The U.S. Middle Class’s Exceptionally Long Decline — and Recent Recovery

POLITICS & POLICY

Median household income has been on the rise since Trump’s election. Will it outlast his presidency?

A single day often appears, in the fullness of time, to represent a moment of transition between two eras. One such day appears to be October 10, 2000, when President Clinton signed the legislation that permanently normalized U.S. trade relations with China. Another appears to be November 8, 2016, when the American people elected a president who promised to shred this once-bipartisan consensus on economic engagement with China on their behalf.

In the time between these two inflection points, trade with China would join events such as 9/11 in reshaping how ordinary Americans experience globalization, and the growing headwinds facing America’s middle class would both blow in from abroad and swirl at home. No one can yet know what dates, if any, will come to mark passages between two eras under the Biden administration. But for now, all of us, including the incoming administration, would do well to take stock of a single fact that summarizes in no small part the story of the once-brave new world that began in 2000 and ended in 2016.

That fact: The ordinary (or market-generated) income of the median American household failed to regain its 2000 peak until 2016. In every single annual observation from 2001 through 2015, adjusted for inflation, as the chart above shows, the household at the center of America’s income distribution earned less money than the household at the center did in 2000. Economists and pundits continue to debate whether America’s middle class started to fail itself, or if something started failing the middle class. Regardless of its ultimate interpretation, however, a fact remains a fact.

Specifically, the chart shows the median household income’s deviation from what it was in 2000, in percentage terms. For instance, in 2012, the median U.S. household income of $56,900 was 9.0 percent below the $62,500 peak it had reached in 2000 (both in 2019 dollars). Only in 2016 did Americans’ median household income surpass its 2000 level, reaching $62,900 and putting the measure in the positive territory from which it has never since registered a fall from. By way of comparison, however, over the same period, Canadian median household income managed to rise steadily. If global factors such as automation (which also affected Canada and other peer economies) had been the reason behind the median household’s plunge in the U.S., this divergence ought not to have occurred.

Some who assess trends in the median household’s income prefer to include government transfers (things such as cash welfare or Social Security payments as well as food stamps). When you do that, the decline in median household incomes between 2000 and 2016 does indeed disappear. But does it make more sense to look at ordinary (market) incomes or at incomes net of government transfers?

It depends. If you care about the purchasing power of the household as an individual and discrete unit of society, at a single point in time — as many economists do — any distinction between earned income and transfer income is necessarily irrelevant. If you care about the median household income for its use as a broad barometer of the well-being of American society over time and as a whole, however, the case for looking at market incomes becomes compelling.

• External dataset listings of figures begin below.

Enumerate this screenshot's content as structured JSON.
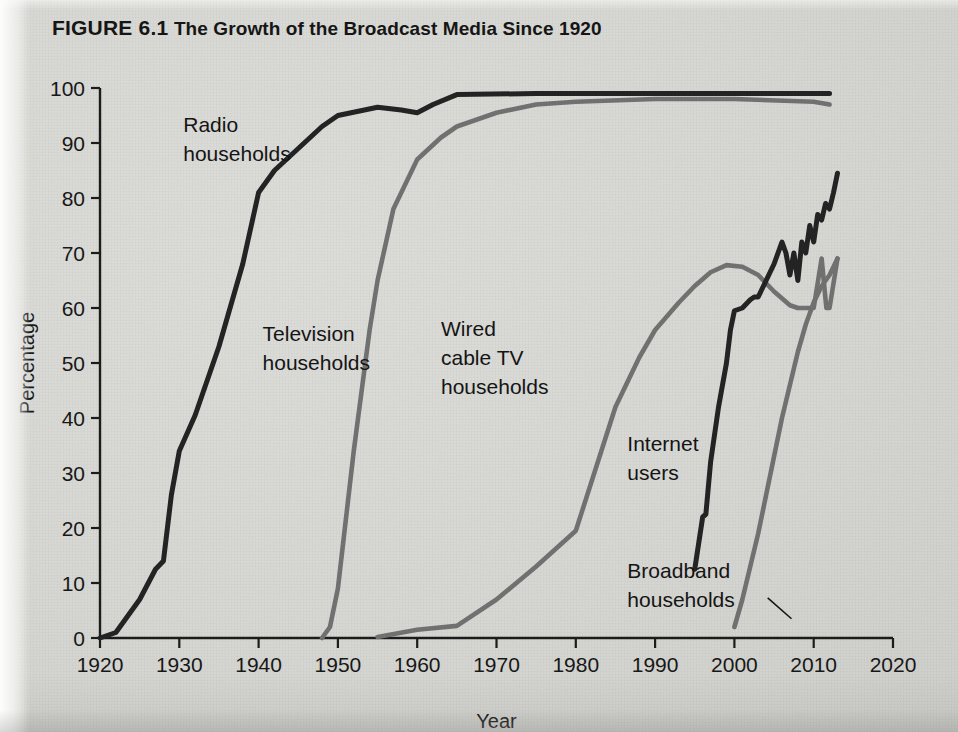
{
  "figure": {
    "label": "FIGURE 6.1",
    "caption": "The Growth of the Broadcast Media Since 1920",
    "full_title": "FIGURE 6.1 The Growth of the Broadcast Media Since 1920"
  },
  "colors": {
    "background": "#d8d8d5",
    "dark_series": "#222222",
    "gray_series": "#707070",
    "axis": "#1a1a1a",
    "text": "#141414"
  },
  "chart_data": {
    "type": "line",
    "title": "The Growth of the Broadcast Media Since 1920",
    "xlabel": "Year",
    "ylabel": "Percentage",
    "xlim": [
      1920,
      2020
    ],
    "ylim": [
      0,
      100
    ],
    "grid": false,
    "legend": "inline-labels",
    "xticks": [
      1920,
      1930,
      1940,
      1950,
      1960,
      1970,
      1980,
      1990,
      2000,
      2010,
      2020
    ],
    "yticks": [
      0,
      10,
      20,
      30,
      40,
      50,
      60,
      70,
      80,
      90,
      100
    ],
    "series": [
      {
        "name": "Radio households",
        "color": "#222222",
        "label_lines": [
          "Radio",
          "households"
        ],
        "label_x": 1930.5,
        "label_y": 92,
        "points": [
          [
            1920,
            0
          ],
          [
            1922,
            1
          ],
          [
            1925,
            7
          ],
          [
            1927,
            12.5
          ],
          [
            1928,
            14
          ],
          [
            1929,
            26
          ],
          [
            1930,
            34
          ],
          [
            1932,
            40.5
          ],
          [
            1935,
            53
          ],
          [
            1938,
            68
          ],
          [
            1940,
            81
          ],
          [
            1942,
            85
          ],
          [
            1945,
            89
          ],
          [
            1948,
            93
          ],
          [
            1950,
            95
          ],
          [
            1955,
            96.5
          ],
          [
            1958,
            96
          ],
          [
            1960,
            95.5
          ],
          [
            1962,
            97
          ],
          [
            1965,
            98.8
          ],
          [
            1975,
            99
          ],
          [
            1985,
            99
          ],
          [
            1995,
            99
          ],
          [
            2005,
            99
          ],
          [
            2012,
            99
          ]
        ]
      },
      {
        "name": "Television households",
        "color": "#707070",
        "label_lines": [
          "Television",
          "households"
        ],
        "label_x": 1940.5,
        "label_y": 54,
        "points": [
          [
            1948,
            0
          ],
          [
            1949,
            2
          ],
          [
            1950,
            9
          ],
          [
            1952,
            34
          ],
          [
            1954,
            56
          ],
          [
            1955,
            65
          ],
          [
            1957,
            78
          ],
          [
            1960,
            87
          ],
          [
            1963,
            91
          ],
          [
            1965,
            93
          ],
          [
            1970,
            95.5
          ],
          [
            1975,
            97
          ],
          [
            1980,
            97.5
          ],
          [
            1990,
            98
          ],
          [
            2000,
            98
          ],
          [
            2010,
            97.5
          ],
          [
            2012,
            97
          ]
        ]
      },
      {
        "name": "Wired cable TV households",
        "color": "#707070",
        "label_lines": [
          "Wired",
          "cable TV",
          "households"
        ],
        "label_x": 1963,
        "label_y": 55,
        "points": [
          [
            1955,
            0.2
          ],
          [
            1960,
            1.5
          ],
          [
            1965,
            2.2
          ],
          [
            1970,
            7
          ],
          [
            1975,
            13
          ],
          [
            1980,
            19.5
          ],
          [
            1983,
            33
          ],
          [
            1985,
            42
          ],
          [
            1988,
            51
          ],
          [
            1990,
            56
          ],
          [
            1993,
            61
          ],
          [
            1995,
            64
          ],
          [
            1997,
            66.5
          ],
          [
            1999,
            67.8
          ],
          [
            2001,
            67.5
          ],
          [
            2003,
            66
          ],
          [
            2005,
            63
          ],
          [
            2007,
            60.5
          ],
          [
            2008,
            60
          ],
          [
            2009,
            60
          ],
          [
            2010,
            60
          ],
          [
            2011,
            69
          ],
          [
            2011.6,
            60
          ],
          [
            2012,
            60
          ],
          [
            2013,
            69
          ]
        ]
      },
      {
        "name": "Internet users",
        "color": "#222222",
        "label_lines": [
          "Internet",
          "users"
        ],
        "label_x": 1986.5,
        "label_y": 34,
        "points": [
          [
            1995,
            12.5
          ],
          [
            1996,
            22
          ],
          [
            1996.4,
            22.5
          ],
          [
            1997,
            32
          ],
          [
            1998,
            42
          ],
          [
            1999,
            50
          ],
          [
            1999.5,
            56
          ],
          [
            2000,
            59.5
          ],
          [
            2001,
            60
          ],
          [
            2002,
            61.5
          ],
          [
            2002.5,
            62
          ],
          [
            2003,
            62
          ],
          [
            2004,
            65
          ],
          [
            2005,
            68
          ],
          [
            2006,
            72
          ],
          [
            2006.5,
            70
          ],
          [
            2007,
            66
          ],
          [
            2007.5,
            70
          ],
          [
            2008,
            65
          ],
          [
            2008.5,
            72
          ],
          [
            2009,
            70
          ],
          [
            2009.5,
            75
          ],
          [
            2010,
            72
          ],
          [
            2010.5,
            77
          ],
          [
            2011,
            76
          ],
          [
            2011.5,
            79
          ],
          [
            2012,
            78
          ],
          [
            2012.5,
            81
          ],
          [
            2013,
            84.5
          ]
        ]
      },
      {
        "name": "Broadband households",
        "color": "#707070",
        "label_lines": [
          "Broadband",
          "households"
        ],
        "label_x": 1986.5,
        "label_y": 11,
        "points": [
          [
            2000,
            2
          ],
          [
            2001,
            7
          ],
          [
            2002,
            13
          ],
          [
            2003,
            19
          ],
          [
            2004,
            26
          ],
          [
            2005,
            33
          ],
          [
            2006,
            40
          ],
          [
            2007,
            46
          ],
          [
            2008,
            52
          ],
          [
            2009,
            57
          ],
          [
            2010,
            61
          ],
          [
            2011,
            64
          ],
          [
            2012,
            66
          ],
          [
            2013,
            69
          ]
        ]
      }
    ],
    "annotations": [
      {
        "name": "broadband-leader-line",
        "from": [
          2004.2,
          7.3
        ],
        "to": [
          2007.2,
          3.5
        ]
      }
    ]
  }
}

The need for the government to borrow money to fund the transfer payments that plug the hole in household market incomes leaves America today unambiguously poorer, and more debt-saddled, than it would be if market-income growth had produced an equivalent increase. Issuing government debt to fund transfer payments redistributes purchasing power from tomorrow’s America to today’s. Transfer payments also have indirect economic and social costs, such as disincentives to work. A society where the median household’s income relies on government transfers to grow is, in ways large and small, unlikely to resemble one where the growth is coming from earned income. However significant these concerns ought to be to society as a whole, they are obscured by a focus on trends in the net-of-transfer figure rather than on the evolution of market incomes of households. Given this article’s focus on trends in society over time rather than household finances at a given moment, the chart’s focus on market rather than net-of-transfer income seems appropriate.

No matter what, the era of middle-class prosperity that feels like it could be end-dated to October 10, 2000, is never coming back. No policy can fully replicate the economic environment that prevailed at home and abroad before then. The question now is whether the incipient recovery of the median household income that lines up with the era that began on November 8, 2016, will continue. On this, the recovery of America’s median household incomes, regardless of political persuasion, we should all hope for continuity between the outgoing and incoming administrations.

Some former colleagues from my time at the White House Council of Economic Advisers (which spanned 2017 through 2019) estimate that a Biden agenda would cost the median household as much as $6,500. I hope they’re wrong. If not, however, America may end up rich in, if nothing else, irony: The era that began on November 8, 2016, may end with a return to the middle-class stagnation that created it. Who says history’s turning points can’t form a circle?

Joseph W. Sullivan served at the White House Council of Economic Advisers as the special advisor to the chairman, as well as a staff economist, from 2017 to 2019.